Set on three acres in the middle of pine forests and cornfields, the 23-room property was a lonely place to live as a child. “My weekends were spent cleaning rooms with my parents,” Pandoria says.
No boundary existed between work and life. “Any time that someone wanted a room or wanted to buy a snack or needed toilet paper, or anything, they would come to the office,” he recalls, “and we would have to stop whatever we were doing and serve that client.”
The only playmates Pandoria and his siblings had were some kids who lived in a trailer on the other side of the highway. That’s why they loved the summers when the motel’s swimming pool would attract kids from the neighboring areas.
After college, Pandoria worked at IBM and at a hotel before starting a chain of beauty spas. (His parents sold the motel to a Patel family.) Looking back, he says he owes his entrepreneurial drive to his growing-up years. “I saw my dad working in the middle of the night,” he says.
His mother had to straighten up rooms every morning without fail, no matter how tired she was. To succeed requires diligence, he says: “Hard work is not an option.”
Indian Americans have not only flourished in the motel industry, but they have also helped to transform it.
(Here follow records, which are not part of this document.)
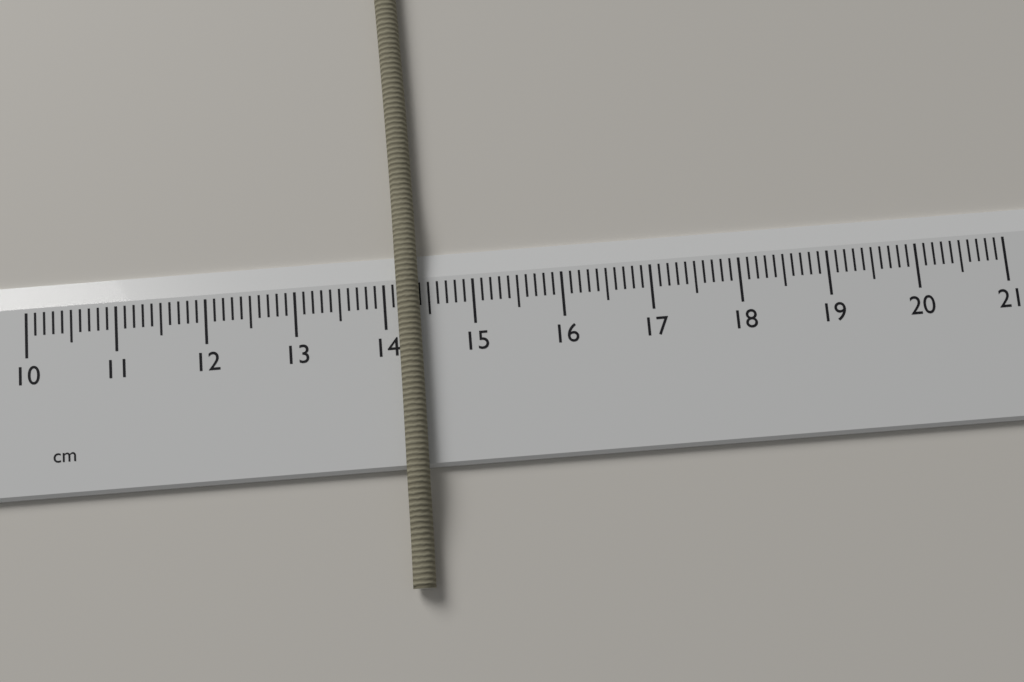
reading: 14.4 cm
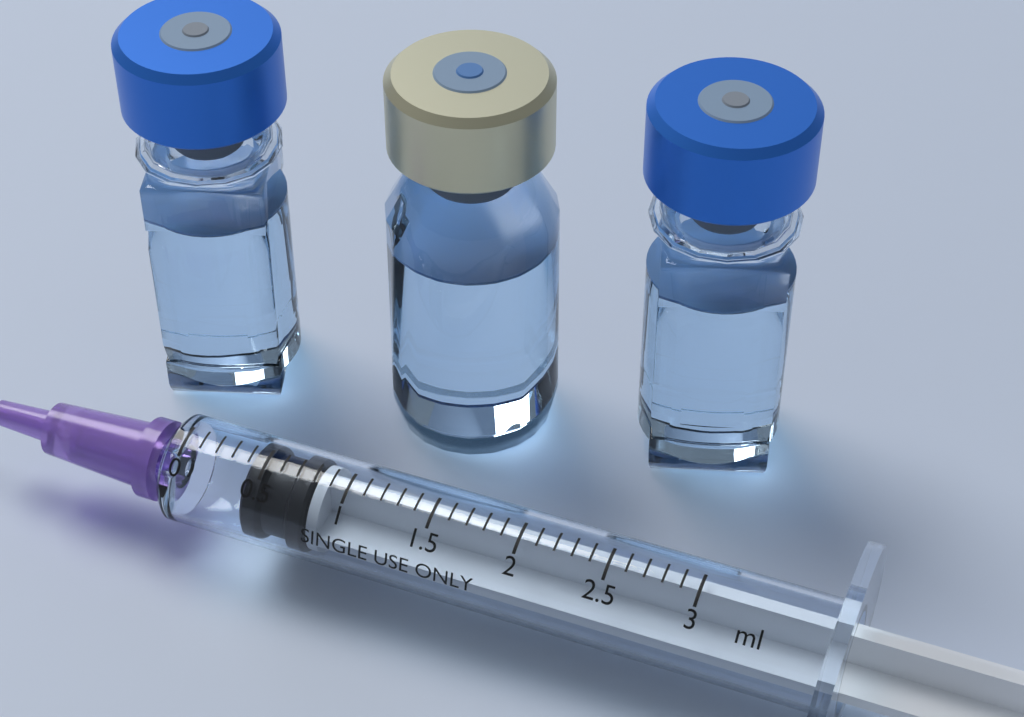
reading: 0.4 ml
Many Indian American motel owners have modernized their properties and added amenities such as swimming pools and fitness centers to attract a more upscale clientele.
They have also introduced new management and marketing strategies to better compete with larger hotel chains.
Apart from bringing new innovations to grow business, Indian American motel owners have also made a point of giving back to their communities. Many have donated generously to local charities and causes, and have provided jobs and economic opportunities for other members of their communities.
The rise of Indian Americans in the motel industry is a tremendous success story. Indian American motel owners have worked hard, shown determination, and used their entrepreneurial skills to build successful businesses for themselves.
Along the way, they’ve also changed the motel industry and given back to their communities. It’s a pretty impressive feat.